Farmers spray herbicides to kill weeds. Biotech crops can carry special "tolerance" genes that help them withstand the spraying of chemicals that kill nearly every other kind of plant. Some biotech varieties make their own insecticide, thanks to a gene borrowed from a common soil bacterium, Bacillus thuringiensis , or Bt for short.

Bt genes code for toxins considered to be harmless to humans but lethal to certain insects, including the European corn borer, an insect that tunnels into cornstalks and ears, making it a bane of corn farmers. So effective is Bt that organic farmers have used it as a natural insecticide for decades, albeit sparingly. Corn borer caterpillars bite into the leaves, stems, or kernels of a Bt corn plant, the toxin attacks their digestive tracts, and they die within a few days.

Other food plants—squash and papaya, for instance—have been genetically engineered to resist diseases. Lately scientists have been experimenting with potatoes, modifying them with genes of bees and moths to protect the crops from potato blight fungus, and grapevines with silkworm genes to make the vines resistant to Pierce's disease, spread by insects.

With the new tools of genetic engineering, scientists have also created transgenic animals.

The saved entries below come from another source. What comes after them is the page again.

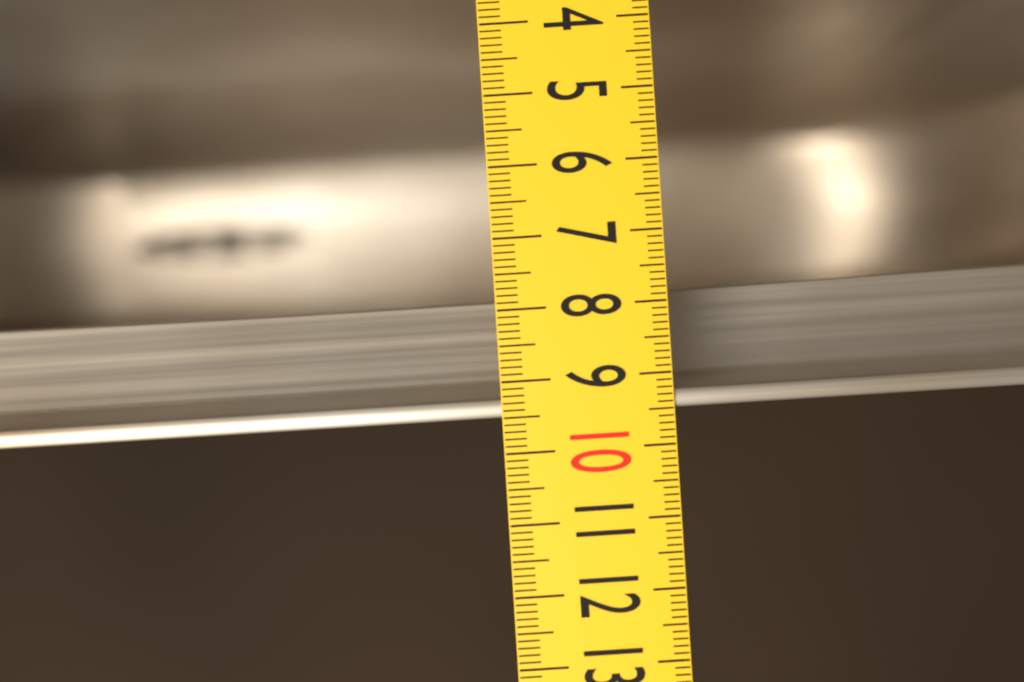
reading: 9.5 (no unit)
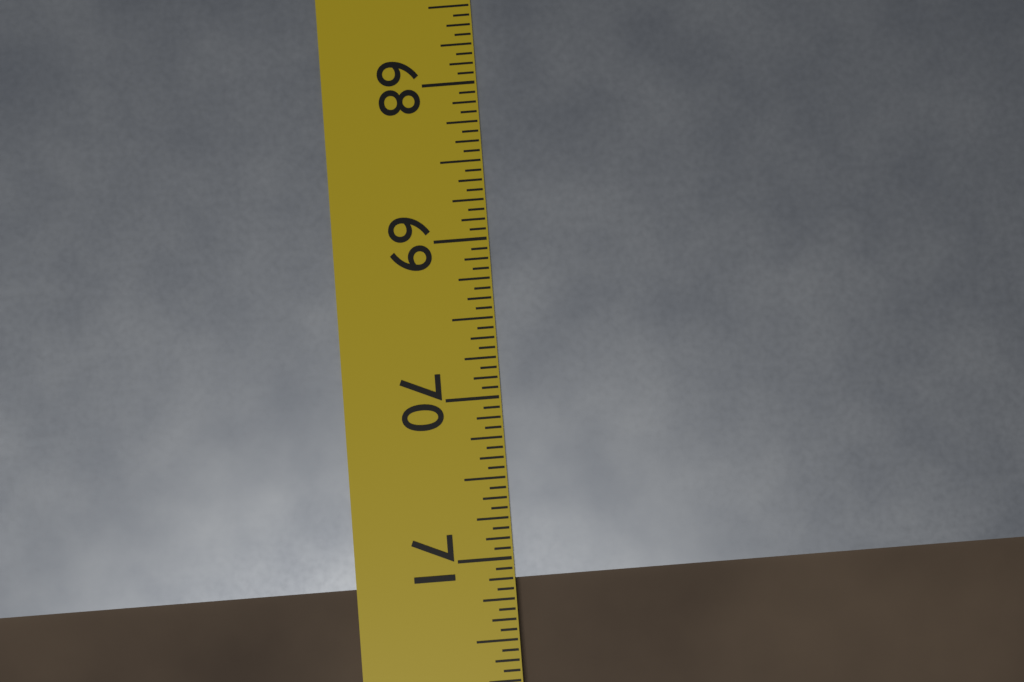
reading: 71.1250 in
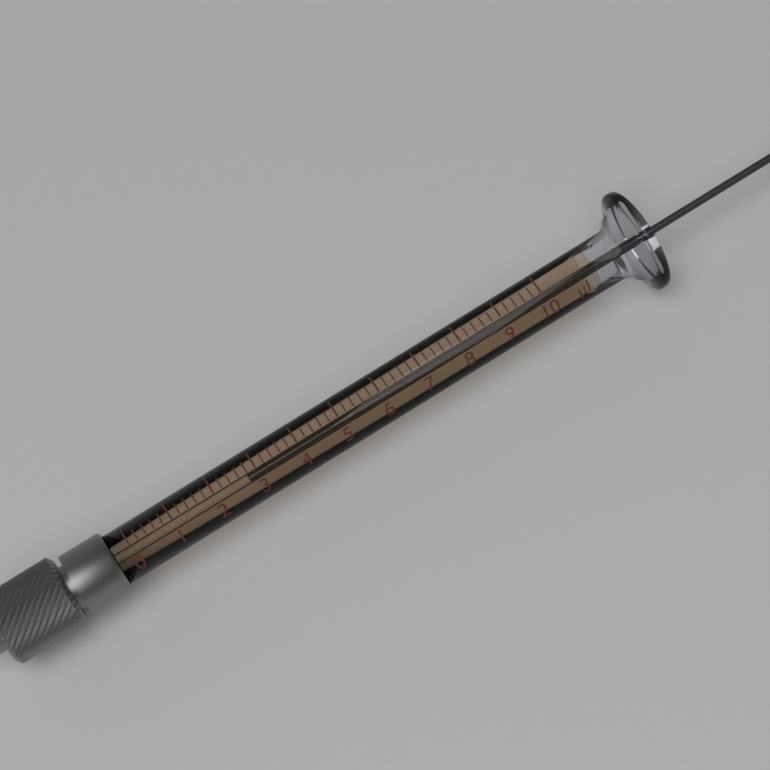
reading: 2.8 µl
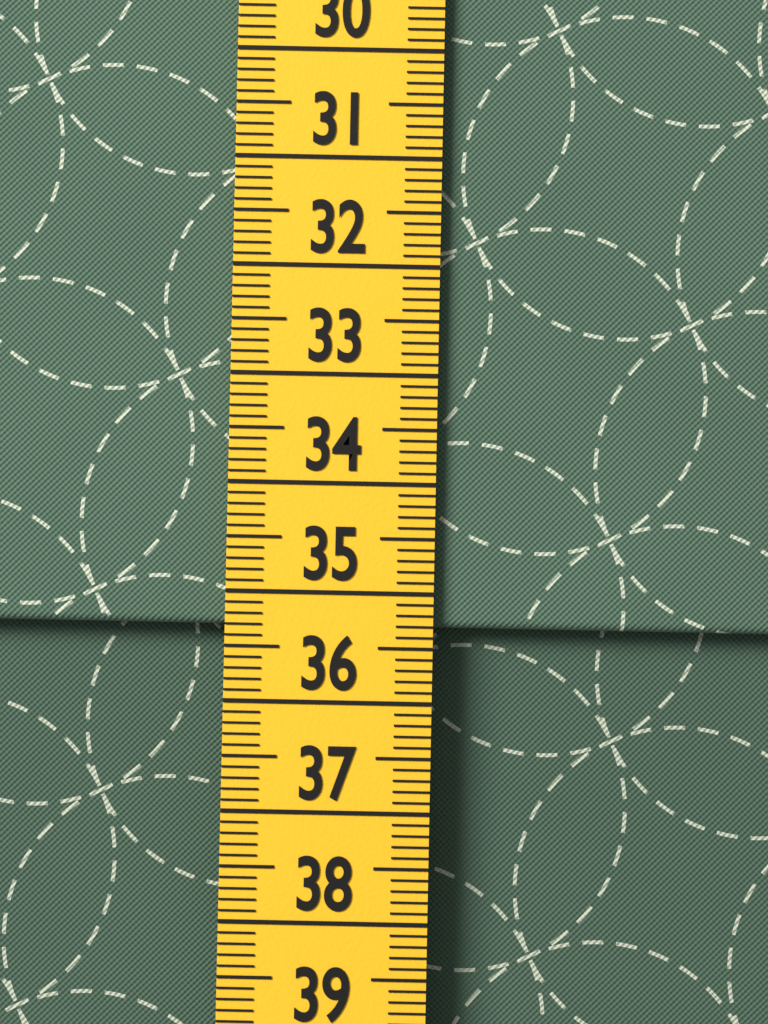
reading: 35.3 cm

Atlantic salmon grow more slowly during the winter, but engineered salmon, "souped-up" with modified growth-hormone genes from other fish, reach market size in about half the normal time.

Scientists are also using biotechnology to insert genes into cows and sheep so that the animals will produce pharmaceuticals in their milk. None of these transgenic animals have yet entered the market.

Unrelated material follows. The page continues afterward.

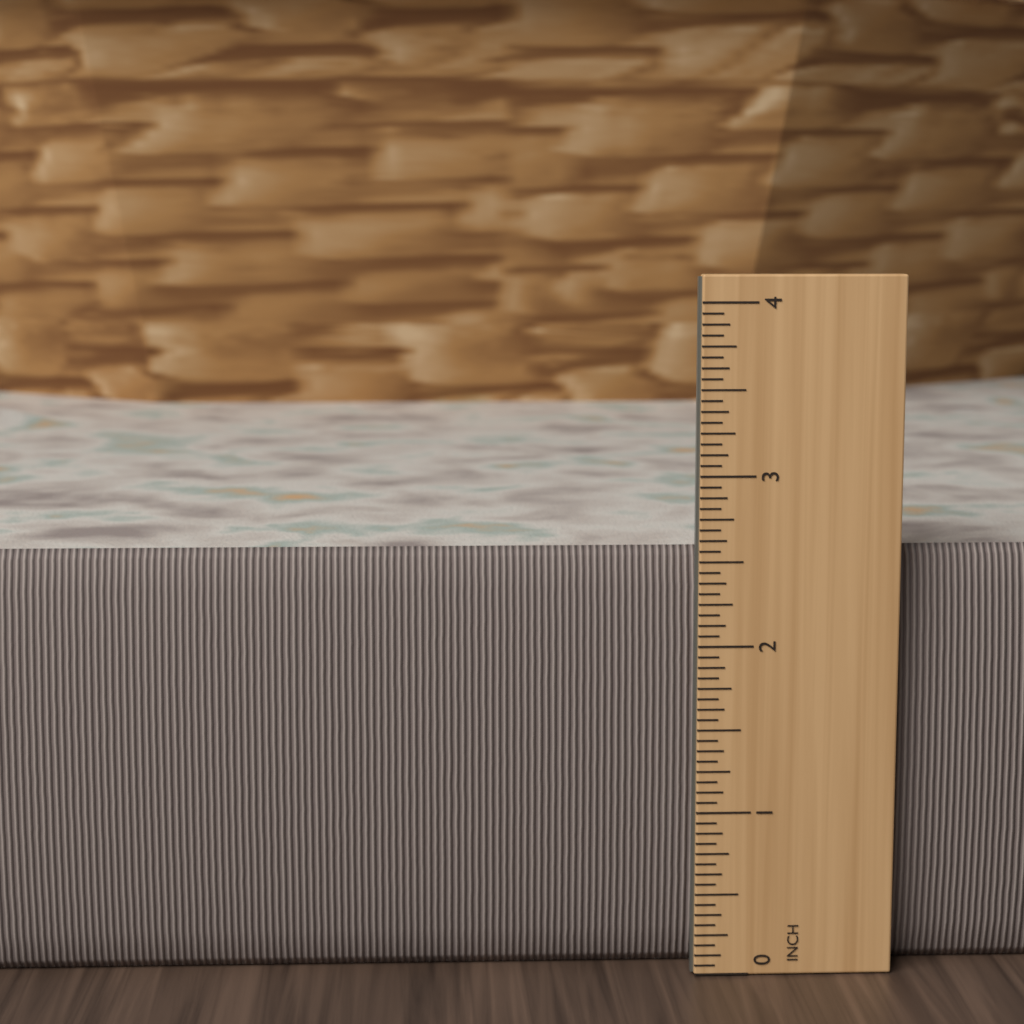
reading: 2.7500 inch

With genetically engineered foods we minimize risks by doing rigorous testing. According to Eric Sachs, a spokesperson for Monsanto, a leading developer of biotech products: "Transgenic products go through more testing than any of the other foods we eat. We screen for potential toxins and allergens. We monitor the levels of nutrients, proteins, and other components to see that the transgenic plants are substantially equivalent to traditional plants.

Three federal agencies regulate genetically engineered crops and foods—the U. The FDA reviews data on allergens, toxicity, and nutrient levels voluntarily submitted by companies.

If that information shows that the new foods are not substantially equivalent to conventional ones, the foods must undergo further testing. Last year the agency proposed tightening its scrutiny of engineered foods, making the safety assessments mandatory rather than voluntary. In the mids a biotech company launched a project to insert a gene from the Brazil nut into a soybean.

The Brazil nut gene selected makes a protein rich in one essential amino acid. The aim was to create a more nutritious soybean for use in animal feed. Because the Brazil nut is known to contain an allergen, the company also tested the product for human reaction, with the thought that the transgenic soybean might accidentally enter the human food supply.

When tests showed that humans would react to the modified soybeans, the project was abandoned. For some people this was good evidence that the system of testing genetically engineered foods works. But for some scientists and consumer groups, it raised the specter of allergens or other hazards that might slip through the safety net.

Scientists know that some proteins, such as the one in the Brazil nut, can cause allergic reactions in humans, and they know how to test for these allergenic proteins. But the possibility exists that a novel protein with allergenic properties might turn up in an engineered food—just as it might in a new food produced by conventional means—and go undetected. Furthermore, critics say, the technique of moving genes across dramatically different species increases the likelihood of something going awry—either in the function of the inserted gene or in the function of the host DNA—raising the possibility of unanticipated health effects.

An allergy scare in centered around StarLink, a variety of genetically engineered corn approved by the U.